Specific non-examples are concrete experimental observations (falling objects, celestial motion). These have grounding in reality, but they don’t tend to feel like they’re “objective” in the same way, like a nexus that my beliefs are epistemically obligated to move toward—they just feel like a part of my map that isn’t confused. (If experiments do start to feel “objective”, one is then liable to mistake empirical frequencies for probabilities.)
The illusion of grounding in reality doesn’t have to be absolute (i.e. “this method reliably arrives at optimal beliefs”) to be absolutely corrupting (e.g. “this prior, which is not relative to anything in particular, is uniquely privileged and central, even if the optimal beliefs are somewhere nearby-but-different”).
The “trick that never works”, in general form, is to go looking in epistemology-space for some grounding in objective reality, which will systematically tend to lead you into these illusory traps.
Instead of trying to repress your subjective ignorance by shackling it to something objective, you should:
sublimate your subjective ignorance into quantitative probability measures,
use those to make predictions and design experiments, and finally
freely and openly absorb observations into your subjective mind and make subjective updates.
Eliezer doesn’t seem to be saying the following [edit: at least not in my reading of this specific post], but I would like to add:
Even just trying to make your updates objective (e.g. by using a computer to perform an exact Bayesian update) tends to go subtly wrong, because it can encourage you to replace your actual map with your map of your map, which is predictably less informative.
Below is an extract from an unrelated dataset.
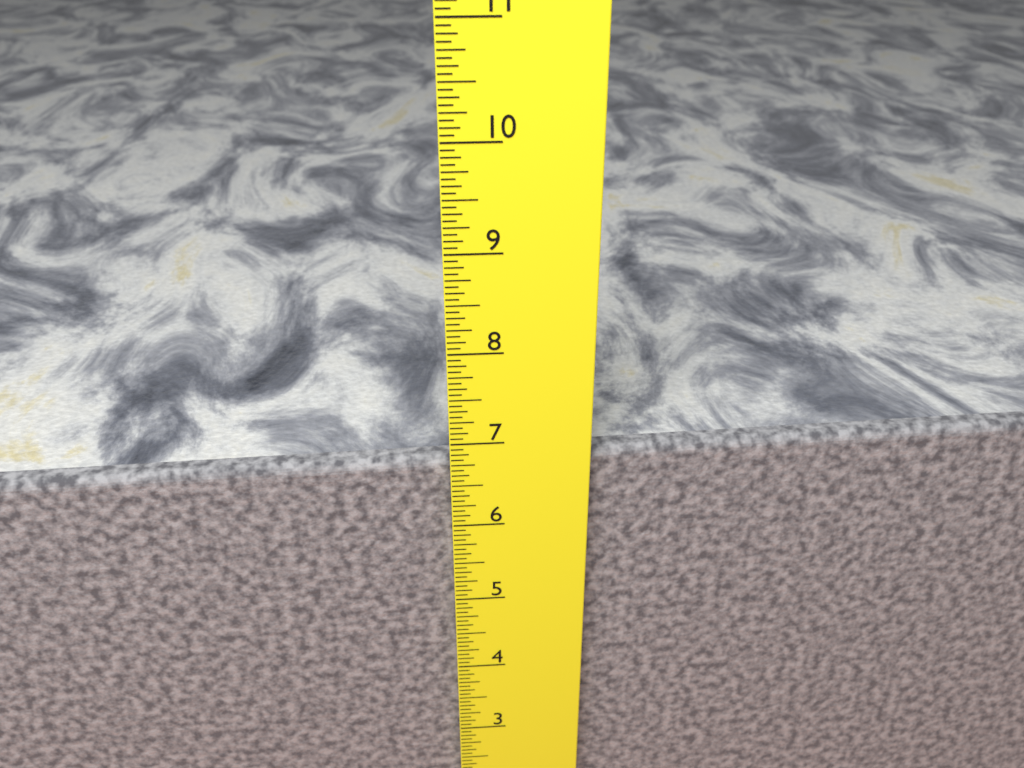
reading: 6.7500 in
Making a map of your map is another one of those techniques that seem to provide more grounding but do not actually.
Calibration training is useful because your actual map is also predictably systematically bad at updating by default, and calibration training makes it better at doing this. Teaching the low-description-length principles of probability to your actual map-updating system is much more feasible (or at least more cost-effective) than emitting your actual map into a computationally realizable statistical model.
Techniques that give the illusion of objectivity are usually not useless. But to use them effectively, you have to see through the illusion of objectivity, and treat their outputs as observations of what those techniques output, rather than as glimpses at the light of objective reasonableness.
In the particular example of forecasting AGI with biological anchors, Eliezer does this when he predicts (correctly, at least in the fictional dialogue) that the technique (perhaps especially when operated by people who are trying to be careful and objective) will output a median 30 years from the present.
It’s only because Eliezer can predict the outcome, and finds it almost uncorrelated in his map from AGI’s actual arrival, that he dismisses the estimate as useless.
This particular example as a vehicle for the Core Thing (if I’m right about what that is) has the advantage that the illusion of objectivity is especially illusory (at least from Eliezer’s perspective), but the disadvantage that one can almost read Eliezer as condemning ever using Drake-equation-style approaches, or reference-class forecasting, or the principle of maximum entropy. But I think the general point is about how to undistortedly view the role of these kinds of things in one’s epistemic journey, which in most cases doesn’t actually exclude using them.